Populating San Raimundo County (Part II)
I would describe storytelling as the synthesis of plot and characters, just as I would describe world building as the synthesis of physical and human geography. The characteristics of a place can be fascinating in and of themselves, but for the purposes of writing they only matter insofar as they impact the characters and their lives.
For example, that range of mountains is beautiful, and perhaps filled with interesting strata of rock forged over millennia of tectonic activity, but what I need to know is how they force the prevailing south-westerly winds off the ocean up, cooling the air and forcing water to condense and fall as rain or snow. That water will then define the course of human settlement, leading to predictable cycles in agriculture and grazing, moving people along routes that will be later paved into roads and then the highway a desperate murderer plots their escape along.
For stories set in the modern age, we can look to real life for a lot of shortcuts to building a civilization whole cloth. Taking California as an example, major settlements tend to occur near the center of sufficient hinterland (Los Angeles, Sacramento) or near natural ports (San Fransisco, San Diego). Smaller settlements will crop up between these major hubs, radiating and flowing along the easiest routes like a river seeking the sea. As the larger hubs grow they expand outward, capturing former exurbs and turning them into integral neighborhoods.

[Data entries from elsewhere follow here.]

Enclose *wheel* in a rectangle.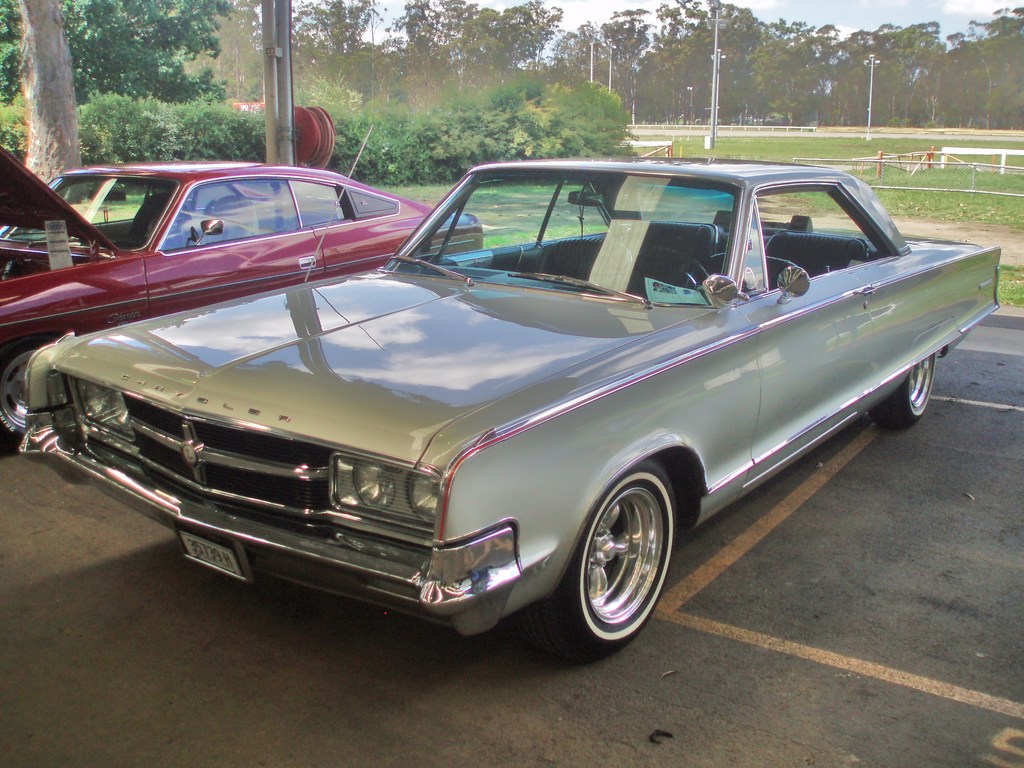
select_region(874, 352, 938, 428).
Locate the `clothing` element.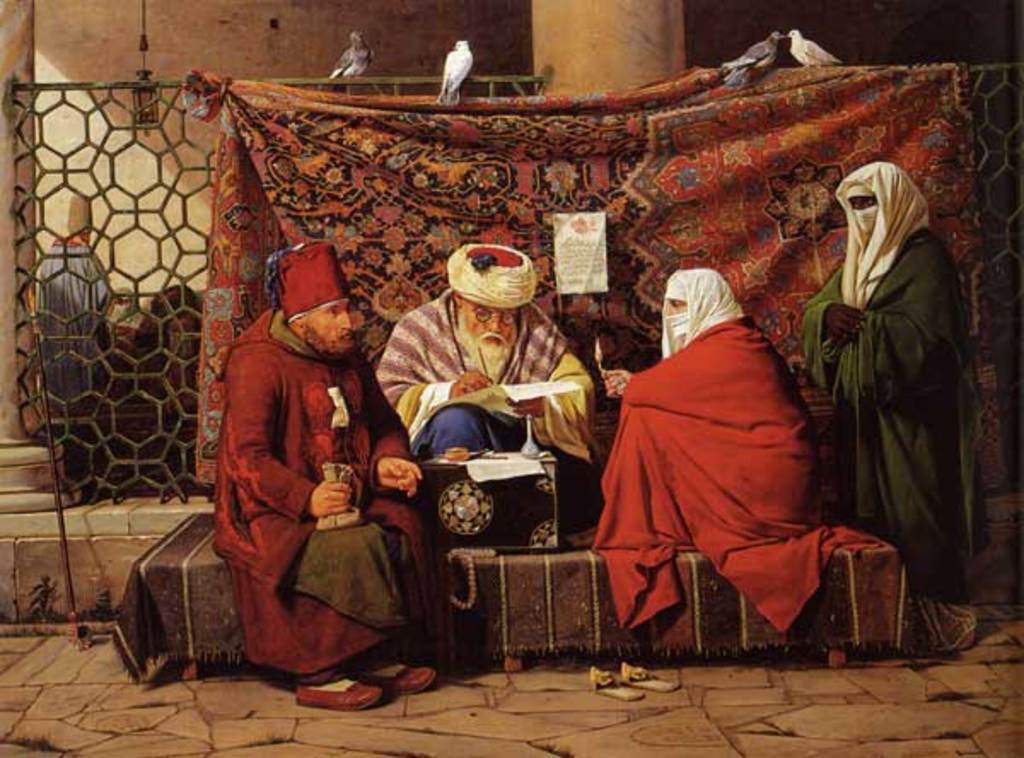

My imaginary town of Rancho Valdez is an example of an exurb being devoured by a metropolis. The indigenous people of the upland meadows were displaced or indentured by a Mexican land grant for cattle grazing in the 1830s (the eponymous rancho), which in turn was swallowed by the American conquest in 1848. Proclamations about the sanctity of the ranchos vanished as Yankees moved to take over the grazing industry of the region in the 1880s. Ranching gave way to gravel mining in the 1950s, which itself died out in the 1990s. As young people fled the dying town near the turn of the century, large developers took notice of the buildable land. The building craze of the early 2000s threw old notions about commute times and environmental review out the window and the population of Rancho Valdez close to tripled in about a decade, most of it sold on subprime mortgages. And, then, well, our story starts.
Because I wrote a book taking place in Rancho Valdez, I have thought more about its particular history and its people than other places on my map. This is the very crux of convincing world-builidng: remembering that every place has its own intricate history, its own unique traditions, its own hidden skeletons and buried sin.
And this can seem overwhelming!
I advise building a world in the same way one might approach the characters of the main plot. There’s likely to be a “main character” location, like my Rancho Valdez. This location should be scripted out as deeply as you can. Know when it was founded, by whom, and who disputes that particular narrative of the founding. What social, political, and historical trends have entrenched the dominant narrative, and how do those forces relate to others in the area? Where are the centers of power, whether you’re talking about the imperial court or local busybodies at a cafe? Who runs these centers, and are they an entrenched power or a newly ascendant one? Where are the major arteries of trade and commerce? Where do people live, and how do they live? If they need to get from one place to another, how do they do that?
But don’t concentrate only on filling out a spreadsheet of interesting facts and figures. Are there fun local customs that might surprise an outsider? What makes the place unique? What are the people who live there proud of? Ashamed of? Don’t realize might seem odd to an outsider? Is there a special holiday, and what does it celebrate? Or perhaps they don’t celebrate a holiday everyone else does, and why is that? Humans are infinitely interesting creatures and that diversity should be reflected and breathed into every aspect of the “main character” location.
Once that’s done, move on to other locations that play a secondary role in the story – the supporting characters. For me, there’s Zenith, the next town down the hill from Rancho Valdez. Zenith refused the developments that came in the early 2000s and much of the tension between these two places comes from that fundamental difference. I also have San Raimundo, the large, glittering metropolis that’s both too close and too far from Rancho Valdez. These places should have a few broad characteristics that differ from the main location. You should know the broad outlines of their history and have a few locations within them that are fleshed out enough to host scenes.
Beyond the supporting character locations are the background characters. These are places that are little more than a name and maybe one stereotype. For my example, a place like Los Terrazos. It’s a rich neighborhood whose cliffs are crumbling, threatening to spill multimillion dollar mansions into the Pacific Ocean. Los Terrazos doesn’t feature in any of my stories, at least not yet. It’s a name on a (poorly-drawn) map and a half-thought idea. Even if these places don’t appear in the story, they’re still important to have around because they give an impression that the depth you’ve integrated into your main character location expands across the entire sea.
And, who knows? Maybe someone will let you write a sequel.